Chris Walsh didn't want to be thought of as a softy. "He had a very gruff persona, even by Marine standards," says Donovan. Tall and bony, with a glowering expression, Walsh could seem downright misanthropic. Fellow soldiers nicknamed him Doc Grumps.

They also saw right through him. "He had a heart of gold," says John Garran, senior Navy medic for the weapons company. Older than many of his comrades by a decade, Walsh looked after their health like a stern big brother. And he tended to the locals when he could. "We'd go in a house, there'd be someone with a broken leg and he'd say, 'I'm on it,' " recalls S.Sgt. Ed Ewing, the platoon's second in command. "He didn't care if you were American or Iraqi."

Growing up in eastern Kansas, the eldest of five siblings, Walsh was a popular boy with a habit of befriending outcasts. "He felt a need to protect them," recalls his mother, Maureen, a research lab coordinator. A similar instinct led him to declare in first grade that he intended to be an EMT when he grew up. After getting his paramedic's license at age 22, he set about ministering to the wounded in St. Louis's toughest neighborhoods.

Walsh's brother Patrick joined the Marines after 9/11 and wound up in Iraq. Their father, a Defense Department computer analyst who'd served as a Marine in Vietnam, died of leukemia soon after Patrick enlisted.
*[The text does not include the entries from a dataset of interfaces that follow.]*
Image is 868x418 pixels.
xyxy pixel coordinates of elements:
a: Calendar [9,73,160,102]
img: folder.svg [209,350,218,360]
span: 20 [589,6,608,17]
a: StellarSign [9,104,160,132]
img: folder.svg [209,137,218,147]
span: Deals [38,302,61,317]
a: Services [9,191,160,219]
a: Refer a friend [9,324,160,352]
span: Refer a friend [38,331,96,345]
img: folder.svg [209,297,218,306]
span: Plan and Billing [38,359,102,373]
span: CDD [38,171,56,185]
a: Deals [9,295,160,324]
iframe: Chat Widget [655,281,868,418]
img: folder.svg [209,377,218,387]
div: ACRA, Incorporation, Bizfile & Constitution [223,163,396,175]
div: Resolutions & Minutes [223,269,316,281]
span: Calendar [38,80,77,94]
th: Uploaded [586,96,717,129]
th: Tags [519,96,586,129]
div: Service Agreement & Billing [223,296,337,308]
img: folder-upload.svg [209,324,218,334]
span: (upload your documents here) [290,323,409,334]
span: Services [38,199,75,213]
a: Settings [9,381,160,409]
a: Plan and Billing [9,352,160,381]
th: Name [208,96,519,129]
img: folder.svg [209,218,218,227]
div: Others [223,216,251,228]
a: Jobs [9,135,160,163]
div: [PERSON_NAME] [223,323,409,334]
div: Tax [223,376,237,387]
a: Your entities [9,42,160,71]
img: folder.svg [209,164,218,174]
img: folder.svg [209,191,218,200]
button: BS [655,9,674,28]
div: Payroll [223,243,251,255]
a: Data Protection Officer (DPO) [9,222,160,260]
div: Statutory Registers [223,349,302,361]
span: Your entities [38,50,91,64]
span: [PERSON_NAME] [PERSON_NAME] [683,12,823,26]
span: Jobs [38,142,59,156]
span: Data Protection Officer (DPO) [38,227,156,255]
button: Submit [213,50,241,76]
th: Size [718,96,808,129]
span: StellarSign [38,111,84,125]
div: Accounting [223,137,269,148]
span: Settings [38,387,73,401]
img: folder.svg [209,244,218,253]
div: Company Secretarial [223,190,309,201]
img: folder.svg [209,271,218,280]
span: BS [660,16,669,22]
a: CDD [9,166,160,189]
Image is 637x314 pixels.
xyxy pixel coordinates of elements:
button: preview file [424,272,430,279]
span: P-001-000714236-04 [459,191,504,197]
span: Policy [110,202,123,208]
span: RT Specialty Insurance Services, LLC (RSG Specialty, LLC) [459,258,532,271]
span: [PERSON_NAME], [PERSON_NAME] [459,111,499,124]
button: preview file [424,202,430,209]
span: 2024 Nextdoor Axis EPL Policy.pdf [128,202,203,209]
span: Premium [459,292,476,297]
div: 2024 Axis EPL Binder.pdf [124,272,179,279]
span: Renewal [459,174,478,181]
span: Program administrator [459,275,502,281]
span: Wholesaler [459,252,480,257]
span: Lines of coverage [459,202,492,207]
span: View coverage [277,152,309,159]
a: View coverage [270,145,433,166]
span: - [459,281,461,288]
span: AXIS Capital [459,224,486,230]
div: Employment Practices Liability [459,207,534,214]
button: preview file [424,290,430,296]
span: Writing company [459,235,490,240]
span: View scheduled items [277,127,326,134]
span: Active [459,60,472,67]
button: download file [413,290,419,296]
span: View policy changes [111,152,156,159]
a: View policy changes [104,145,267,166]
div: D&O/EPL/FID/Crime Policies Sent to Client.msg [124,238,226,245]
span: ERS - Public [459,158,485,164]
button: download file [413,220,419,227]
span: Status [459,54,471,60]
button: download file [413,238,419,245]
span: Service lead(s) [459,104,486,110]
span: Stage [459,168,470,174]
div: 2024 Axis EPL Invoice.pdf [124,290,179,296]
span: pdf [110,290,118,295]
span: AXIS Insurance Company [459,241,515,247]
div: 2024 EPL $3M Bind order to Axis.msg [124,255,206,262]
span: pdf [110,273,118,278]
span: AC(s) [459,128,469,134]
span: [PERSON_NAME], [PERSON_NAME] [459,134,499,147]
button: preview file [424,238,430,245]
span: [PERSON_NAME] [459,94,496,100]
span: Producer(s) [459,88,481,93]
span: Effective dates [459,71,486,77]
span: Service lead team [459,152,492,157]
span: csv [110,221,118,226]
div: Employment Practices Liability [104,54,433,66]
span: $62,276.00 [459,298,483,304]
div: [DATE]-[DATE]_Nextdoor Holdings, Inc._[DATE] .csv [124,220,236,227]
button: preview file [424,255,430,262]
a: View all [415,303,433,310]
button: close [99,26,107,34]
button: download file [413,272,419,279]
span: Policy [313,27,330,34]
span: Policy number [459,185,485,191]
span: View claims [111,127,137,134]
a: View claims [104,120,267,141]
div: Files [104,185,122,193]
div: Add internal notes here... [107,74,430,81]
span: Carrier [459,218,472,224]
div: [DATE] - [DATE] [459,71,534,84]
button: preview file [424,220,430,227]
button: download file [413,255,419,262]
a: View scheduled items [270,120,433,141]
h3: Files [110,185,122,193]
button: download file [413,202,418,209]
Walsh grew convinced that he had no right to stay out of the line of fire. "He didn't have a wife or family," says his mother. "He thought he could help somebody over there." He enlisted in the Navy Reserves, allowing him to alternate stints as a medic with his civilian vocation.

Walsh was attached to the 25th Marines, and his unit landed in Fallujah in March 2006. Saving Mariam went beyond his job description, and that of his platoon mates. Nonetheless, when he asked one evening over chow for volunteers to join the effort, hands shot up around the mess hall.

It would be a two-pronged operation: one side geared toward arranging Mariam's treatment overseas, the other toward keeping her alive long enough to make it there.

But first, the Marine Corps brass would have to agree that the mission was worth undertaking. Donovan -- a radiologist with a practice in Mecan, Wisconsin, and five kids of his own -- argued that it could provide the battalion a "tactical advantage," by winning a few Iraqi hearts and minds. He also promised that all patrols to Mariam's home would be done on the soldiers' own time.